Rod Liddle Rod Liddle

Stop the sabre-rattling

It’s not their side that worries me; it’s ours

issue 22 October 2016

I have been wondering these last few weeks whether it would be cheaper to excavate a basement and buy a Geiger counter and iodine tablets, or emigrate to New Zealand. Call me frit, but I don’t like the way things are heading. Probably the second option is easier: Armageddon outta here, etc. I can re-enact Nevil Shute’s On the Beach from some rocky cove near Dunedin, waiting for the fallout to arrive.

I was sentient only during the latter stages of the Cold War but from what I can remember, the two sides, them and us, behaved for the most part with a degree of rationality and common sense. (I like my politicians to be pragmatic rather than charismatic, which is why, if you were to ask who my favourite Soviet despot was, Brezhnev would always be the answer. Rather his grey, oppressive stolidity and détente than Khrushchev’s flaky, table-thumping, peasant-in-a-strop hyperbole.) Back then, when Reagan announced on microphone ‘we begin bombing in five minutes’ it was evident to everyone that he was joking. Today, when some deranged Tory MP clambers to his feet and demands we start shooting down Russian jets, it is evident to everyone that he is not joking, merely idiotic and dangerous. But it is a gung-ho idiocy which is catching. Every day sees a ratcheting up of the rhetoric against Russia. Some of it comes from our military, which is perhaps more comfortable dealing with a foe it understands, rather than with disparate gangs of nihilistic jihadi lunatics. We are warned, then, that Iskander missiles are being sited near the Baltic coast, the better to menace Latvia, with its large Russian population, and Poland. And then every day the tabloids tell us that Russian jets are flying up and down our coastline. As if they haven’t been flying up and down our coast for 70 years.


*What the task asks:*
Lines below that hold the word "Main" must be copied in full.

*Information supplied:*
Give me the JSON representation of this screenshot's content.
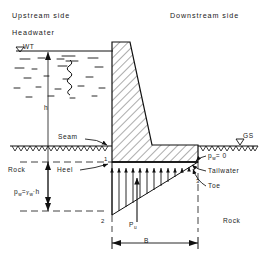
{
  "diagram": {
    "title_upstream": "Upstream side",
    "title_downstream": "Downstream side",
    "headwater_label": "Headwater",
    "wt_label": "WT",
    "gs_label": "GS",
    "height_label": "h",
    "seam_label": "Seam",
    "rock_left_label": "Rock",
    "rock_right_label": "Rock",
    "heel_label": "Heel",
    "toe_label": "Toe",
    "tailwater_label": "Tailwater",
    "pressure_zero_label": "p",
    "pressure_zero_sub": "w",
    "pressure_zero_rest": "= 0",
    "pressure_formula_p": "p",
    "pressure_formula_psub": "w",
    "pressure_formula_eq": "=",
    "pressure_formula_gamma": "γ",
    "pressure_formula_gsub": "w",
    "pressure_formula_tail": "·h",
    "uplift_label_p": "P",
    "uplift_label_sub": "u",
    "base_width_label": "B",
    "node_1": "1",
    "node_2": "2",
    "node_3": "3",
    "colors": {
      "ink": "#1a1a1a",
      "line": "#000000",
      "background": "#ffffff"
    }
  }
}
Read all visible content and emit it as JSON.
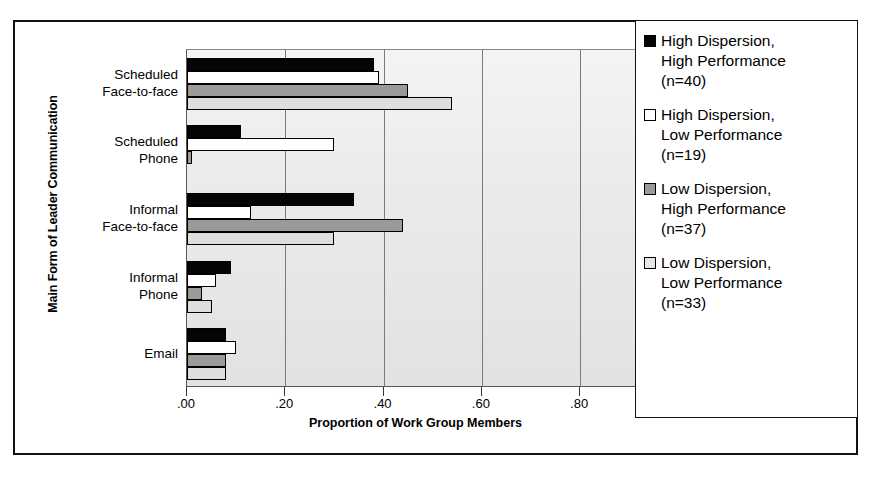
{
  "chart_data": {
    "type": "bar",
    "orientation": "horizontal",
    "title": "",
    "xlabel": "Proportion of Work Group Members",
    "ylabel": "Main Form of Leader Communication",
    "xlim": [
      0.0,
      0.934
    ],
    "xticks": [
      0.0,
      0.2,
      0.4,
      0.6,
      0.8
    ],
    "xticklabels": [
      ".00",
      ".20",
      ".40",
      ".60",
      ".80"
    ],
    "grid": true,
    "legend_position": "right",
    "categories": [
      "Scheduled\nFace-to-face",
      "Scheduled\nPhone",
      "Informal\nFace-to-face",
      "Informal\nPhone",
      "Email"
    ],
    "series": [
      {
        "name": "High Dispersion, High Performance (n=40)",
        "color": "#050505",
        "values": [
          0.38,
          0.11,
          0.34,
          0.09,
          0.08
        ]
      },
      {
        "name": "High Dispersion, Low Performance (n=19)",
        "color": "#ffffff",
        "values": [
          0.39,
          0.3,
          0.13,
          0.06,
          0.1
        ]
      },
      {
        "name": "Low Dispersion, High Performance (n=37)",
        "color": "#9a9a9a",
        "values": [
          0.45,
          0.01,
          0.44,
          0.03,
          0.08
        ]
      },
      {
        "name": "Low Dispersion, Low Performance (n=33)",
        "color": "#dedede",
        "values": [
          0.54,
          0.0,
          0.3,
          0.05,
          0.08
        ]
      }
    ]
  },
  "axes": {
    "y_title": "Main Form of Leader Communication",
    "x_title": "Proportion of Work Group Members"
  },
  "legend": {
    "items": [
      {
        "swatch": "black-swatch",
        "label": "High Dispersion,\nHigh Performance\n(n=40)"
      },
      {
        "swatch": "white-swatch",
        "label": "High Dispersion,\nLow Performance\n(n=19)"
      },
      {
        "swatch": "gray-swatch",
        "label": "Low Dispersion,\nHigh Performance\n(n=37)"
      },
      {
        "swatch": "light-gray-swatch",
        "label": "Low Dispersion,\nLow Performance\n(n=33)"
      }
    ]
  }
}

*Completed exercise:*
    "ylabel": "Main Form of Leader Communication",
    "y_title": "Main Form of Leader Communication",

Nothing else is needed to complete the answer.